The Remorse of the Emperor Nero After the Murder of His Mother, John William Waterhouse, 1878


INTRODUCTION

An important distinction between Roman Emperor Nero and Chinese Emperor Kublai Khan (and his modern descendent, the William Randolph Hearst character entombed in Xanadu in Citizen Kane (1939) ), is that many of Nero’s ostentatious and ambitious construction projects – beyond and including the Golden Palace – contained spaces for the creation and display of art as well as libraries. In fact Nero’s baths offered one of the largest “public” libraries of the ancient world (Boese 2005, 102) (Staikos, K. 2000).

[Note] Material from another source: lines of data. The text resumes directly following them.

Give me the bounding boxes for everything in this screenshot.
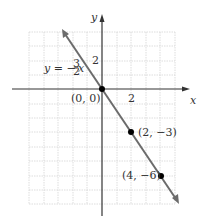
y-tick-label: 2: [92, 54, 99, 67]
point-2-neg3: [128, 129, 134, 135]
equation-var: x: [78, 62, 85, 75]
x-axis-label: x: [190, 94, 197, 107]
point-label-2-neg3: (2, −3): [138, 126, 177, 139]
point-label-origin: (0, 0): [71, 92, 101, 105]
point-label-4-neg6: (4, −6): [122, 169, 161, 182]
equation-label: y = − 3 2 x: [43, 57, 85, 78]
x-tick-label: 2: [128, 92, 135, 105]
y-axis-label: y: [90, 11, 98, 24]
coordinate-graph: x y 2 2 y = − 3 2 x (0, 0) (2, −3) (4, −…: [0, 0, 203, 224]
y-axis: [100, 14, 105, 216]
equation-text: y = −: [43, 62, 76, 75]
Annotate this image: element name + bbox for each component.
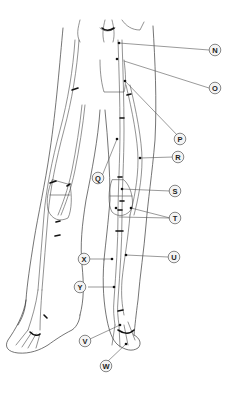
- svg-text:P: P: [177, 135, 182, 144]
- svg-text:U: U: [171, 253, 176, 262]
- point-P: [124, 80, 127, 83]
- svg-text:V: V: [82, 337, 87, 346]
- point-X: [111, 258, 114, 261]
- label-R: R: [172, 151, 184, 163]
- svg-text:N: N: [212, 46, 217, 55]
- point-T2: [130, 207, 133, 210]
- label-X: X: [78, 253, 90, 265]
- label-P: P: [174, 133, 186, 145]
- leader-T2: [131, 208, 170, 218]
- label-U: U: [168, 251, 180, 263]
- label-W: W: [100, 360, 112, 372]
- label-N: N: [209, 44, 221, 56]
- point-N: [118, 42, 121, 45]
- label-T: T: [169, 212, 181, 224]
- label-Q: Q: [92, 172, 104, 184]
- svg-text:X: X: [81, 255, 86, 264]
- leader-S: [122, 189, 170, 191]
- point-O: [116, 58, 119, 61]
- leader-V: [90, 325, 120, 339]
- leader-O: [124, 61, 209, 88]
- svg-text:T: T: [173, 214, 178, 223]
- point-R: [139, 157, 142, 160]
- pelvic-veins: [78, 20, 144, 92]
- svg-text:W: W: [102, 362, 110, 371]
- svg-text:Y: Y: [77, 283, 82, 292]
- point-V: [119, 324, 122, 327]
- right-leg-veins: [109, 40, 142, 347]
- leg-veins-diagram: N O P Q R S T U: [0, 0, 238, 394]
- leader-R: [140, 157, 173, 158]
- label-Y: Y: [74, 281, 86, 293]
- point-W: [125, 343, 128, 346]
- point-Y: [113, 286, 116, 289]
- left-leg-veins: [16, 40, 85, 348]
- point-S: [121, 188, 124, 191]
- leader-T1: [119, 217, 170, 218]
- point-U: [125, 254, 128, 257]
- point-T1: [115, 207, 118, 210]
- svg-text:R: R: [175, 153, 181, 162]
- svg-text:Q: Q: [95, 174, 101, 183]
- point-Q: [116, 138, 119, 141]
- leader-P: [125, 81, 180, 138]
- leader-U: [126, 255, 168, 257]
- label-S: S: [169, 185, 181, 197]
- label-V: V: [79, 335, 91, 347]
- svg-text:S: S: [172, 187, 177, 196]
- leader-N: [119, 43, 209, 50]
- leader-W: [107, 344, 126, 362]
- svg-text:O: O: [212, 84, 218, 93]
- label-O: O: [209, 82, 221, 94]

The purpose of this paper is to present a biography of Nero in relation to the development and subsequent destruction of First Century libraries in Rome, and to present an argument about how access to libraries and knowledge ebbs and flows, and how this access does not always correlate in predictable ways around what we normally think of as civilized and progressive behavior. Nero’s strategy – to earn the love and support of the Roman people by providing culture, food, entertainment, and the constant diversion of a capricious sociopath running the Empire – was successful; it was the senatorial class who actually despised Nero. As Christendom ascended, it adopted some of Nero’s tactics – the spectacular persecution of a minority, for one thing – while other beneficial societal institutions – the aqueducts and the libraries, for example – fell away (Kiefer, Highet, and MacInnes 2000).

Continue reading »

Aerial photograph of Australian outbackAerial photograph of Australian outback, Mike Lehmann,   1 March 2007 (UTC)

You Have No New Messages- Ever: It’s Time Voice Mail Threw in the Towel article in Slate by Farhad Manjoo.